As others have mentioned - there are a couple of things to do here:
Step 1 - Find out whether XML is malformed on not. For both Element and Value (or Attribute)
Solution: Use Regex or load through String Builder and parse/look for characters (Regex is always better)
Step 2: You can also form an XSD if you want to validate that certain elements have always come (bare minimum). Based on workflow - if those dont appear - you can throw error - depends on your workflow
Step 3: Once you have parsed/fixed the XML - you then need to consume the values
Solution: LINQ to XML is really a good approach here to pull values for what you are interested and not malformed

XSLT: transfer xml with the closed tags

I'm using XSLT transfer an XML to a different format XML. If there is empty data with the element, it will display as a self-closing, eg. <data />, but I want output it with the closing tag like this <data></data>.

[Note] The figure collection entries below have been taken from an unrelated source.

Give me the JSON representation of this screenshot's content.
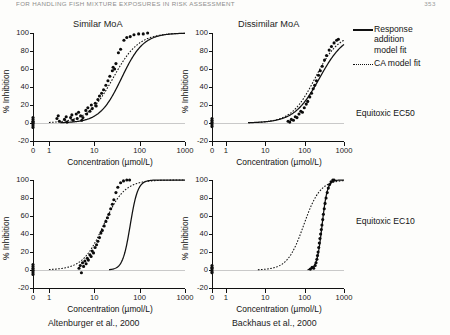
{
  "header": {
    "running_title": "For Handling Fish Mixture Exposures in Risk Assessment",
    "page_number": "353"
  },
  "panel_titles": {
    "left": "Similar MoA",
    "right": "Dissimilar MoA"
  },
  "legend": {
    "response_addition_line1": "Response",
    "response_addition_line2": "addition",
    "response_addition_line3": "model fit",
    "ca_label": "CA model fit",
    "solid_icon": "solid-line-icon",
    "dotted_icon": "dotted-line-icon"
  },
  "row_labels": {
    "top": "Equitoxic EC50",
    "bottom": "Equitoxic EC10"
  },
  "captions": {
    "left": "Altenburger et al., 2000",
    "right": "Backhaus et al., 2000"
  },
  "axes": {
    "xlabel": "Concentration (µmol/L)",
    "ylabel": "% Inhibition",
    "xticks": [
      "0",
      "1",
      "10",
      "100",
      "1000"
    ],
    "yticks": [
      "100",
      "80",
      "60",
      "40",
      "20",
      "0",
      "-20"
    ],
    "ylim": [
      -20,
      100
    ],
    "xscale": "log-with-zero-break"
  },
  "chart_data": [
    {
      "id": "similar-ec50",
      "type": "scatter",
      "title": "Similar MoA",
      "row": "Equitoxic EC50",
      "source": "Altenburger et al., 2000",
      "xlabel": "Concentration (µmol/L)",
      "ylabel": "% Inhibition",
      "ylim": [
        -20,
        100
      ],
      "xticks": [
        0,
        1,
        10,
        100,
        1000
      ],
      "yticks": [
        -20,
        0,
        20,
        40,
        60,
        80,
        100
      ],
      "grid": false,
      "points": [
        {
          "x": 0,
          "y": 2
        },
        {
          "x": 0,
          "y": 0
        },
        {
          "x": 0,
          "y": -1
        },
        {
          "x": 0,
          "y": 4
        },
        {
          "x": 0,
          "y": -3
        },
        {
          "x": 0,
          "y": 1
        },
        {
          "x": 0,
          "y": 6
        },
        {
          "x": 0,
          "y": -5
        },
        {
          "x": 1.5,
          "y": 5
        },
        {
          "x": 1.6,
          "y": 8
        },
        {
          "x": 1.7,
          "y": 2
        },
        {
          "x": 2.2,
          "y": 4
        },
        {
          "x": 2.4,
          "y": 7
        },
        {
          "x": 2.5,
          "y": 1
        },
        {
          "x": 3.0,
          "y": 6
        },
        {
          "x": 3.2,
          "y": 9
        },
        {
          "x": 3.4,
          "y": 3
        },
        {
          "x": 4.0,
          "y": 10
        },
        {
          "x": 4.2,
          "y": 5
        },
        {
          "x": 4.5,
          "y": 12
        },
        {
          "x": 5.0,
          "y": 8
        },
        {
          "x": 5.3,
          "y": 3
        },
        {
          "x": 5.6,
          "y": 6
        },
        {
          "x": 6.5,
          "y": 14
        },
        {
          "x": 6.8,
          "y": 10
        },
        {
          "x": 7.2,
          "y": 17
        },
        {
          "x": 8.0,
          "y": 13
        },
        {
          "x": 8.6,
          "y": 20
        },
        {
          "x": 9.0,
          "y": 16
        },
        {
          "x": 10.5,
          "y": 22
        },
        {
          "x": 11.0,
          "y": 19
        },
        {
          "x": 12.0,
          "y": 26
        },
        {
          "x": 13.0,
          "y": 30
        },
        {
          "x": 14.5,
          "y": 33
        },
        {
          "x": 16.0,
          "y": 37
        },
        {
          "x": 18.0,
          "y": 42
        },
        {
          "x": 20.0,
          "y": 47
        },
        {
          "x": 22.0,
          "y": 52
        },
        {
          "x": 25.0,
          "y": 58
        },
        {
          "x": 26.0,
          "y": 62
        },
        {
          "x": 28.0,
          "y": 60
        },
        {
          "x": 30.0,
          "y": 66
        },
        {
          "x": 34.0,
          "y": 78
        },
        {
          "x": 38.0,
          "y": 82
        },
        {
          "x": 45.0,
          "y": 92
        },
        {
          "x": 52.0,
          "y": 95
        },
        {
          "x": 62.0,
          "y": 96
        },
        {
          "x": 75.0,
          "y": 98
        },
        {
          "x": 95.0,
          "y": 99
        },
        {
          "x": 120.0,
          "y": 99
        },
        {
          "x": 150.0,
          "y": 100
        }
      ],
      "series": [
        {
          "name": "CA model fit",
          "style": "dotted",
          "ec50": 26,
          "slope": 1.55
        },
        {
          "name": "Response addition model fit",
          "style": "solid",
          "ec50": 40,
          "slope": 1.8
        }
      ]
    },
    {
      "id": "dissimilar-ec50",
      "type": "scatter",
      "title": "Dissimilar MoA",
      "row": "Equitoxic EC50",
      "source": "Backhaus et al., 2000",
      "xlabel": "Concentration (µmol/L)",
      "ylabel": "% Inhibition",
      "ylim": [
        -20,
        100
      ],
      "xticks": [
        0,
        1,
        10,
        100,
        1000
      ],
      "yticks": [
        -20,
        0,
        20,
        40,
        60,
        80,
        100
      ],
      "grid": false,
      "points": [
        {
          "x": 0,
          "y": 1
        },
        {
          "x": 0,
          "y": 3
        },
        {
          "x": 0,
          "y": -2
        },
        {
          "x": 0,
          "y": 0
        },
        {
          "x": 0,
          "y": 5
        },
        {
          "x": 0,
          "y": -4
        },
        {
          "x": 38,
          "y": 2
        },
        {
          "x": 42,
          "y": 1
        },
        {
          "x": 46,
          "y": 4
        },
        {
          "x": 52,
          "y": 3
        },
        {
          "x": 58,
          "y": 7
        },
        {
          "x": 64,
          "y": 6
        },
        {
          "x": 72,
          "y": 10
        },
        {
          "x": 80,
          "y": 13
        },
        {
          "x": 88,
          "y": 12
        },
        {
          "x": 98,
          "y": 17
        },
        {
          "x": 110,
          "y": 21
        },
        {
          "x": 120,
          "y": 24
        },
        {
          "x": 135,
          "y": 29
        },
        {
          "x": 150,
          "y": 33
        },
        {
          "x": 165,
          "y": 38
        },
        {
          "x": 180,
          "y": 42
        },
        {
          "x": 200,
          "y": 47
        },
        {
          "x": 225,
          "y": 53
        },
        {
          "x": 250,
          "y": 58
        },
        {
          "x": 280,
          "y": 63
        },
        {
          "x": 320,
          "y": 70
        },
        {
          "x": 360,
          "y": 75
        },
        {
          "x": 420,
          "y": 81
        },
        {
          "x": 480,
          "y": 85
        },
        {
          "x": 560,
          "y": 89
        },
        {
          "x": 650,
          "y": 92
        },
        {
          "x": 720,
          "y": 93
        }
      ],
      "series": [
        {
          "name": "CA model fit",
          "style": "dotted",
          "ec50": 185,
          "slope": 1.45
        },
        {
          "name": "Response addition model fit",
          "style": "solid",
          "ec50": 240,
          "slope": 1.35
        }
      ]
    },
    {
      "id": "similar-ec10",
      "type": "scatter",
      "title": "Similar MoA",
      "row": "Equitoxic EC10",
      "source": "Altenburger et al., 2000",
      "xlabel": "Concentration (µmol/L)",
      "ylabel": "% Inhibition",
      "ylim": [
        -20,
        100
      ],
      "xticks": [
        0,
        1,
        10,
        100,
        1000
      ],
      "yticks": [
        -20,
        0,
        20,
        40,
        60,
        80,
        100
      ],
      "grid": false,
      "points": [
        {
          "x": 0,
          "y": 2
        },
        {
          "x": 0,
          "y": 0
        },
        {
          "x": 0,
          "y": -3
        },
        {
          "x": 0,
          "y": 4
        },
        {
          "x": 0,
          "y": -1
        },
        {
          "x": 0,
          "y": 6
        },
        {
          "x": 0,
          "y": -5
        },
        {
          "x": 4.6,
          "y": 2
        },
        {
          "x": 4.9,
          "y": 5
        },
        {
          "x": 5.2,
          "y": -3
        },
        {
          "x": 5.5,
          "y": 8
        },
        {
          "x": 5.8,
          "y": 4
        },
        {
          "x": 6.2,
          "y": 10
        },
        {
          "x": 6.6,
          "y": 7
        },
        {
          "x": 7.0,
          "y": 13
        },
        {
          "x": 7.4,
          "y": 11
        },
        {
          "x": 8.0,
          "y": 17
        },
        {
          "x": 8.5,
          "y": 15
        },
        {
          "x": 9.0,
          "y": 21
        },
        {
          "x": 9.6,
          "y": 19
        },
        {
          "x": 10.4,
          "y": 25
        },
        {
          "x": 11.2,
          "y": 28
        },
        {
          "x": 12.0,
          "y": 32
        },
        {
          "x": 13.0,
          "y": 36
        },
        {
          "x": 14.0,
          "y": 41
        },
        {
          "x": 15.0,
          "y": 44
        },
        {
          "x": 16.5,
          "y": 49
        },
        {
          "x": 18.0,
          "y": 54
        },
        {
          "x": 19.5,
          "y": 58
        },
        {
          "x": 21.0,
          "y": 62
        },
        {
          "x": 23.0,
          "y": 68
        },
        {
          "x": 25.0,
          "y": 73
        },
        {
          "x": 27.0,
          "y": 78
        },
        {
          "x": 30.0,
          "y": 86
        },
        {
          "x": 33.0,
          "y": 92
        },
        {
          "x": 38.0,
          "y": 97
        },
        {
          "x": 44.0,
          "y": 99
        },
        {
          "x": 52.0,
          "y": 100
        },
        {
          "x": 60.0,
          "y": 100
        }
      ],
      "series": [
        {
          "name": "CA model fit",
          "style": "dotted",
          "ec50": 16,
          "slope": 1.9
        },
        {
          "name": "Response addition model fit",
          "style": "solid",
          "ec50": 62,
          "slope": 5.2
        }
      ]
    },
    {
      "id": "dissimilar-ec10",
      "type": "scatter",
      "title": "Dissimilar MoA",
      "row": "Equitoxic EC10",
      "source": "Backhaus et al., 2000",
      "xlabel": "Concentration (µmol/L)",
      "ylabel": "% Inhibition",
      "ylim": [
        -20,
        100
      ],
      "xticks": [
        0,
        1,
        10,
        100,
        1000
      ],
      "yticks": [
        -20,
        0,
        20,
        40,
        60,
        80,
        100
      ],
      "grid": false,
      "points": [
        {
          "x": 0,
          "y": 2
        },
        {
          "x": 0,
          "y": 0
        },
        {
          "x": 0,
          "y": -3
        },
        {
          "x": 0,
          "y": 5
        },
        {
          "x": 0,
          "y": -2
        },
        {
          "x": 0,
          "y": 3
        },
        {
          "x": 140,
          "y": 1
        },
        {
          "x": 155,
          "y": 3
        },
        {
          "x": 170,
          "y": 2
        },
        {
          "x": 185,
          "y": 5
        },
        {
          "x": 195,
          "y": 8
        },
        {
          "x": 205,
          "y": 12
        },
        {
          "x": 212,
          "y": 16
        },
        {
          "x": 220,
          "y": 20
        },
        {
          "x": 228,
          "y": 25
        },
        {
          "x": 236,
          "y": 30
        },
        {
          "x": 245,
          "y": 35
        },
        {
          "x": 255,
          "y": 40
        },
        {
          "x": 265,
          "y": 45
        },
        {
          "x": 275,
          "y": 50
        },
        {
          "x": 288,
          "y": 56
        },
        {
          "x": 300,
          "y": 62
        },
        {
          "x": 315,
          "y": 68
        },
        {
          "x": 330,
          "y": 74
        },
        {
          "x": 350,
          "y": 80
        },
        {
          "x": 375,
          "y": 86
        },
        {
          "x": 400,
          "y": 91
        },
        {
          "x": 430,
          "y": 95
        },
        {
          "x": 470,
          "y": 98
        },
        {
          "x": 520,
          "y": 100
        },
        {
          "x": 560,
          "y": 100
        }
      ],
      "series": [
        {
          "name": "CA model fit",
          "style": "dotted",
          "ec50": 95,
          "slope": 2.1
        },
        {
          "name": "Response addition model fit",
          "style": "solid",
          "ec50": 278,
          "slope": 6.5
        }
      ]
    }
  ]
}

If I change the output method from "xml" to "html" then I can get the <data></data>, but I will lose the <?xml version="1.0" encoding="UTF-8"?> on the top of the document. Is this the correct way of doing this?
Many thanks.
Daoming
If you want this because you think that self closing tags are ugly, then get over it.
If you want to pass the output to some non-conformant XML Parser that is under control, then use a better parser, or fix the one you are using.
If it is out of your control, and you must send it to an inadequate XML Parser, then do you really need the prolog? If not, then html output method is fine.
If you do need the XML prolog, then you could use the html output method, and prepend the prolog after transformation, but before sending it to the deficient parser.
Alternatively, you could output it as XML with self-closing tags, and preprocess before sending it to your deficient parser with some kind of custom serialisation, using the DOM. If it can't handle self-closing tags, then I'm sure that isn't the only way in which it fails to parse XML. You might need to do something about namespaces, for example.
You could try adding an empty text node to any empty elements that you are outputting. That might do the trick.
Self-closed and explicitly closed elements are exactly the same thing in any regard whatsoever.
Only if somewhere along your processing chain there is a tool that is not XML aware (code that does XML processing with regex, for example), it might make a difference. At which point you should think about changing that part of the processing, instead of the XML generation/serialization part.